Opinion
No. 07 CR 298.
March 4, 2009
MEMORANDUM ORDER
During the March 3, 2009 hearing in which this Court was provided with the information necessary for completion of the judgment and commitment order in this case, counsel for defendant Edward Vrdolyak ("Vrdolyak") was asked whether his review of the Presentence Investigation Report ("PSI") had identified any of its provisions that needed correction. Counsel's response referred to the government's claim of asserted loss to the victim (then known as Chicago Medical School, referred to in the PSI as "CMS"), as described at PSI 4:131 to 5:144. Because that description accurately reflects the government's position — a position that this Court has both rejected and explained in detail its reasons for such rejection — there is no need to modify the PSI in that respect. But this memorandum order goes on to identify (1) two brief aspects of the PSI that are erroneous and need correction and (2) a major section of the PSI (the calculation of the advisory Sentencing Guidelines) with which this Court does not agree.
In all references to the PSI, the number preceding the colon designates the page and the number following the colon designates the line number.
First as to the brief items needing correction:
1. PSI 3:85-86 states incorrectly that "Smithfield agreed to pay the defendant and Levine a ten percent fee upon the purchase of the property." To the contrary, Smithfield's Compensation Agreement for the payment of a finder's fee was entered into only with Vrdolyak — Smithfield had no knowledge of Levine's involvement in that respect.
2. PSI 3:88-89 states:
Initially, Smithfield offered $9.5 million, but, when other bids were submitted for $15 and $15.5, Smithfield increased the bid to $15 million.
That use of the term "bids" is potentially misleading. In fact the expressions of interest by other prospective purchasers of the 1001 North Dearborn property (the Farley Group and Loyola University) had not taken the form of bids in the sense that CMS had put the property out for bids at that time, though it is certainly true that Smithfield's increase of its offer from $9.5 million to $15 million was the result of Vrdolyak's anger when he heard about the substantial disparity between the Smithfield offer and those expressions of interest by the other parties.
Those provisions should be edited accordingly.

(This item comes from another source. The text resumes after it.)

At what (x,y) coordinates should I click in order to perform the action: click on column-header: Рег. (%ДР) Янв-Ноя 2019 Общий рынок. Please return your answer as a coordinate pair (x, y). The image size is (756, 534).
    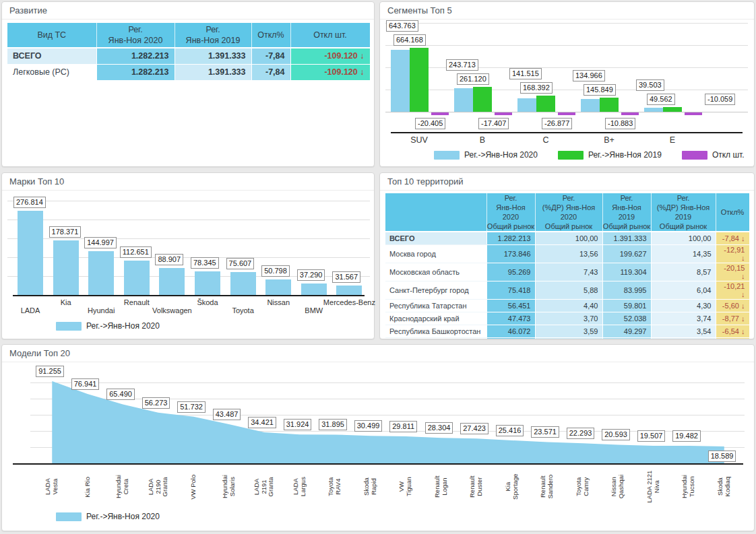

As for the major component of the PSI that this Court has disapproved, it relates to the Guideline calculation from PSI 6:172 through 7:218 and 7:224 to 7:230. With those sections eliminated from consideration because of the absence of proof of any loss sustained by CMS as the result of Vrdolyak's conduct, the two-level reduction for acceptance of responsibility (Guideline § 3E1.1(a)) reduces the total offense level to 4. This Court has sentenced Vrdolyak on that basis and has prepared the judgment and commitment order accordingly, although it has also ruled that even if the advisory Guideline calculation had been conformed to a modified form of the government's version (the government's actual position, as carried forward into the PSI, was impermissibly excessive), the sentence called for by a proper application of the 18 U.S.C. § 3553(a) factors would have been the same one pronounced by this Court.